Daleep Singh โ a former adviser for international economics in the Biden administration โ spoke about a โDigital Dollarโ at the Senate Banking Committee hearing on Tuesday, February 28. Singh believes implementing a U.S CBDC โwould crowd out the ecosystem of crypto.โ
Sponsored
Singh’s use of the term โcrowd outโ indicates that the U.S Digital Dollar would have the gravitas and adoption to make the current crypto ecosystem, including Bitcoin, niche and irrelevant in the private sector by comparison.
In economics, โcrowding outโ is when increased government involvement in a sector of the economy affects the remainder of the market.
Primary to Singhโs reasoning is the nationโs priority on protecting U.S. national interests.

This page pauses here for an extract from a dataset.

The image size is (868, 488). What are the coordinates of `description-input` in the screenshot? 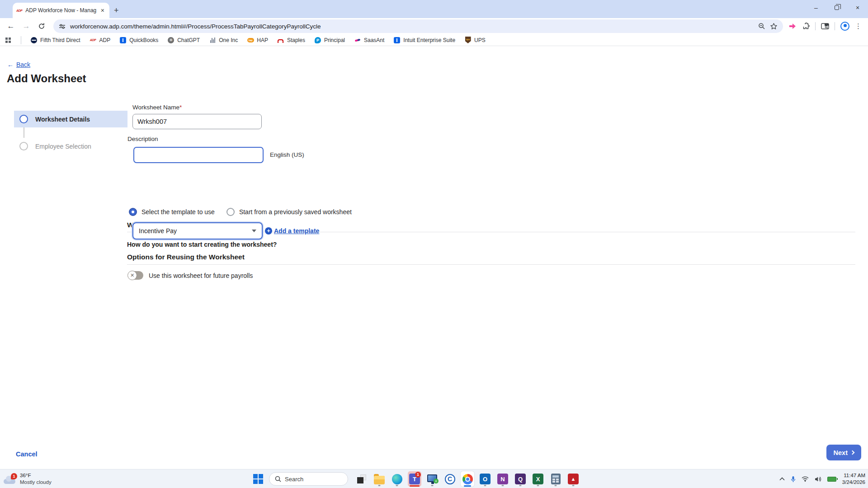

Singh sees the rollout of a digital dollar as โthe single best step that we could take [to protect national interests].โ The view represents the prevalence of negative sentiment around crypto concerning U.S. regulators, especially towards Stablecoins.ย
According to Thinking Crypto Podcast host Tony Edward, the U.S. government is allegedly coordinating the crackdown on Stablecoins. He has cited an unnamed government source that claims the Federal Reserve sees stablecoins as a threat.
The influencer also emphasizes that a Digital Dollar is coming and that it cannot be โโusurpedโ by Stablecoins, which would explain the ongoing negative sentiment from lawmakers in the U.S.
Persistent Sentiment
Negative sentiment at this level is nothing new. Notorious economist Nouriel Roubini, nicknamed โDr. Doom,โ wrote in the Guardian four years ago that โcentral bank digital currencies would crowd out worthless cryptocurrencies, [and] they should be welcomed.โ
Roubini added: โBetter yet, CBDCs would not have to rely on public โpermissionless,โ โtrustlessโ distributed ledgers like those underpinning cryptocurrencies.โ
CBDCs have been on the global discussion table for many years already. However, China has taken the most steps to lift its digital Yuan, implementing a direct ban on private digital coins due to their permissionless and trustless nature.ย
Championing Financial Privacy
Some in the Senate demand the Digital Dollar maintain the same permission-less and trustless attributes. Representative Tom Emmer, who is working to prohibit the Federal Reserve from implementing monetary policy based on a CBDC, is concerned that a Digital Dollar could impact the financial privacy of Americans.
He labels the current iteration of the U.S. CBDC a โsurveillance-style digital dollar that is not open, permissionless, or private.โ
Emmer has maintained he is not opposed to technological innovation that could come from creating a CBDC. However, he says these innovations should not infringe on citizensโ rights.
On the Flipside
- In the working paper for โBritcoinโโa digital British pound CBDCโthe Bank of England and HM Treasury stated that โnew forms of money on the horizon could pose risks to the UKโs financial stabilityโ and โIn light of these trends[ โฆ] there is likely to be a future need for, and benefits from, a digital pound.โ
Why You Should Care
Governments worldwide seem worried about the ramifications of a thriving private cryptocurrency sector. Instead of building CDBCs to work alongside Bitcoin and others, many appear to be positioning these banking digital assets as tools to crowd out the individual financial freedoms that cryptos offer.